I don't go to movie theaters anymore for a number of reasons. One of them is the annoying bunch of commercials they put up as "coming attractions" which suck. Y'know there was a time before I was born I've been led to understand when you could go to the movies, see a couple cartoons, a newsreel of current events, some short subject films AND a main feature as well as fun commercials that didn't annoy the crap out of you. Nowadays you pay to be advertised at and that's about it. Even the slide show before the show consists of nothing but inane trivia questions any four year old can answer, and ads.

One other reason why I don't go any more is because of YOUR KIDS. Whoever you are. Your kids are not adorable. They are not precious. They are not a miracle. They are noisy, rowdy, they talk during the film and spill their soda on the floor which makes it all sticky and they cry in the middle of the film just as Cage is being dissed by Moore. And I don't have a rewind button here!

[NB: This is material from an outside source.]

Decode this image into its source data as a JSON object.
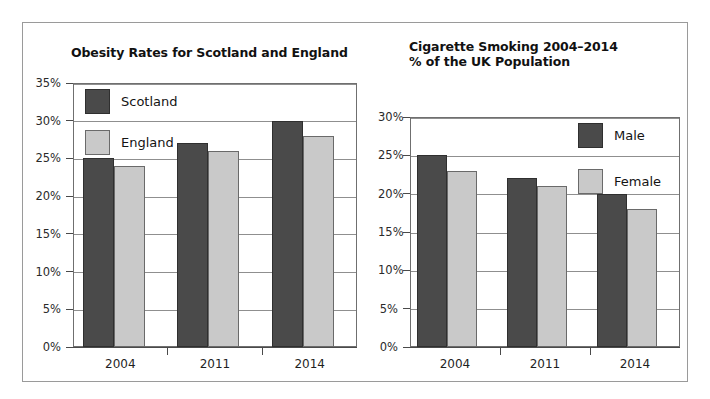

OR a pause button so I can stop the film and tell YOUR children to not sit in the front row and then throw up.
posted by ZachsMind at 5:19 PM on June 30, 2007


"And to an eight year old freaking out about seeing a screaming terrified naked girl that he isn't sure IS pretend... well good luck with that. You obviously have never had that conversation before have you?"

If I ever had a kid and he started crying during an R rated horror film cuz of some screaming terrified naked girl that was about to get killed by an axe-wielding maniac, I'd tell him to suck it up.

This is one of the many reasons why I don't have children.

psst! get off my lawn!
posted by ZachsMind at 5:27 PM on June 30, 2007



If you were just bitching about them and don't really want them gone, I'm sorry to have misread you.

Your all too common habit is to snark-off with a drive-by and not stick around to back it up. And you put words in peoples mouths so you take up the strawman.

You said you wanted horror trailers gone

Case and point. Where? I never said that. Can you read? I said "I don't want my kids to see them."

This time you deliberately put words in my mouth I didn't say or even imply so you could pontificate about your curmudgeonly take on children and shit. I'm getting pretty sick of you doing that kind of shit, bro. Seriously. It's an asshole thing to do.
posted by tkchrist at 10:25 PM on July 2, 2007


Thousands of people do every day. They are called fetishists. Society doesn't seem to be collapsing as a result of them.

Do you people know how to read? Or do you just feed off each others strawmen?

I said "maybe" and "so so much." It was not an absolutists decree or a call for a ban.

So. Instead of a small sub-culture of a few thousand consensual fetishists who are conscious about what they do what if it were tens of millions of people unaware of the implications? Like... I dunno... the number of people going to multiplexes to see Hostel IV. Maybe this is not such a good thing. Maybe we should be thinking more about what this stuff says about our troubling attitudes about women and violence.

Nah. Let's not think about it. Damn the torpedoes. Full speed ahead.

Thought experiment. You really think society would hum along okay if 150 million people in the US were all into hardcore BDSM? You think that would be healthy?